St Ives is a lot further down the north coast, towards the end of the pointy finger of western Cornwall. And by this time it was turning pretty wet and grey and I had to use my imagination to picture the 'brilliant' light that has attracted artists to St Ives since Turner and Whistler.


By the standards of where I come from the beach front is no great shakes, but it's easy to see how lovely it could be here on a summer's day


and the Tate St Ives is right here, its striking architecture making full use of the view over Porthmeor beach. 



From the Tate it was a short wander through wet streets and empty holiday cottages to the Barbara Hepworth museum


for a wet walk around her sculpture garden and the studio where she worked, looking exactly as if she'd just finished working for the day.



Port Isaac, Padstow & St Ives, Cornwall, April 2015


Saturday, 4 April 2015

Sailing in the clouds: Louis Vuitton, Paris

Curiosity took me recently to the suburbs of Paris to see Frank Gehry's extravagant construction for France's richest man, Louis Vuitton owner Bernard Arnault. 
The Fondation Louis Vuitton is designed as a cultural centre to house Arnault's collection of modern and contemporary art, borrowed works for exhibitions, and a concert hall.

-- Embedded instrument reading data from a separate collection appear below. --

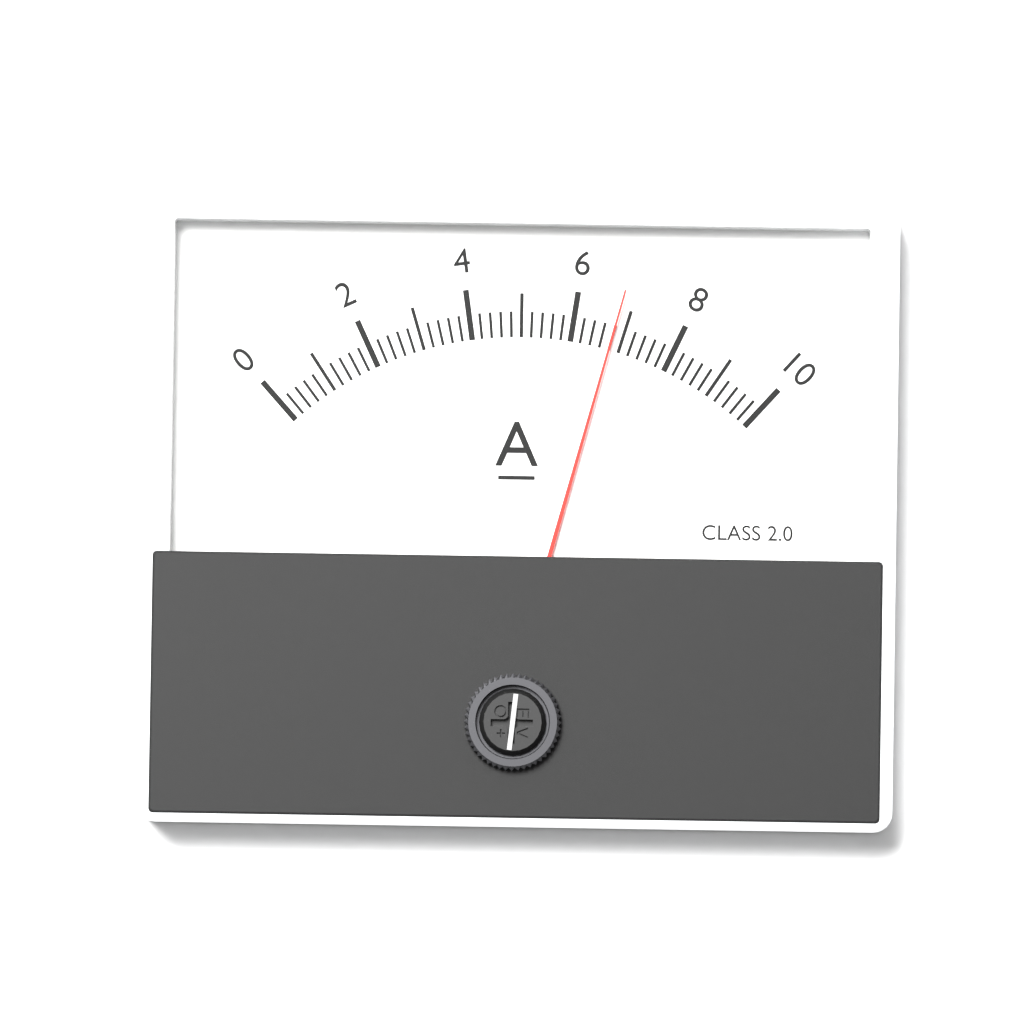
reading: 6.8 A
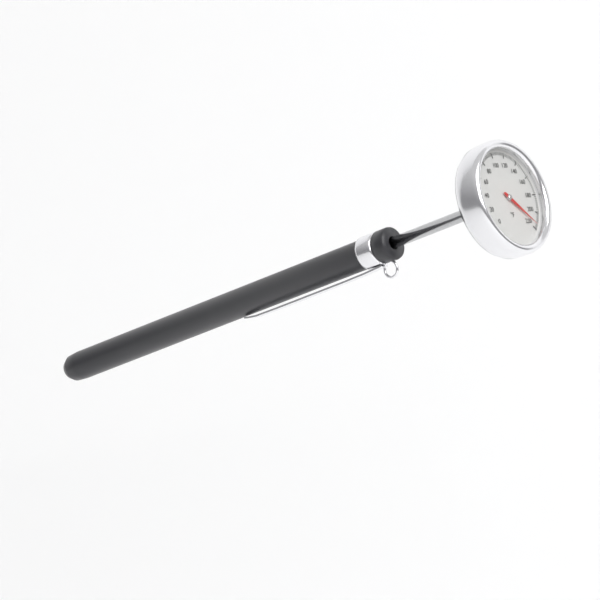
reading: 214 °F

On the edge of the Bois de Boulogne in the 16th arrondissement, it's designed as a vast sailing ship, intended to appear as if floating, suspended, above the ground.



To create the ship effect, beneath it is a sort of sunken, artificial lake, with water cascading towards it. 



Above, twelve enormous glass 'sails' are draped in curving, billowing shapes. 
It's impossible to get the whole building in camera view from the ground, but a side view gives some idea of the scale.




The effect is spectacular, certainly, and gets more so the higher you ascend to the roof top.



But the sails, and the crazy amount of timber and steel columns, beams, struts and props needed to support the illusion of weightless sails from afar, actually do rather block the views and potential connections with the surroundings.



Inside there's a ground floor restaurant with giant suspended sculpted fish, another of Gehry's favourite forms 



and impressive gallery spaces.



Not everyone is enthusiastic about the place though. Critics have called it a 'crazed indulgence of over-engineering' in which the overwhelming effect is of a building with lots and lots of empty, functionless space. 


And local residents protested vigorously against its construction, on the grounds that it broke multiple laws intended to preserve the character of the Bois. But, proof that money talks, their objections were overruled when a special law was passed in the Assemblée Nationale declaring that it must go ahead as a 'major work of art for the whole world'. 


Whatever you think of it, it's worth a visit for the building alone, and now to see a major exhibition of Modernists - Les Clefs d'une Passion (here).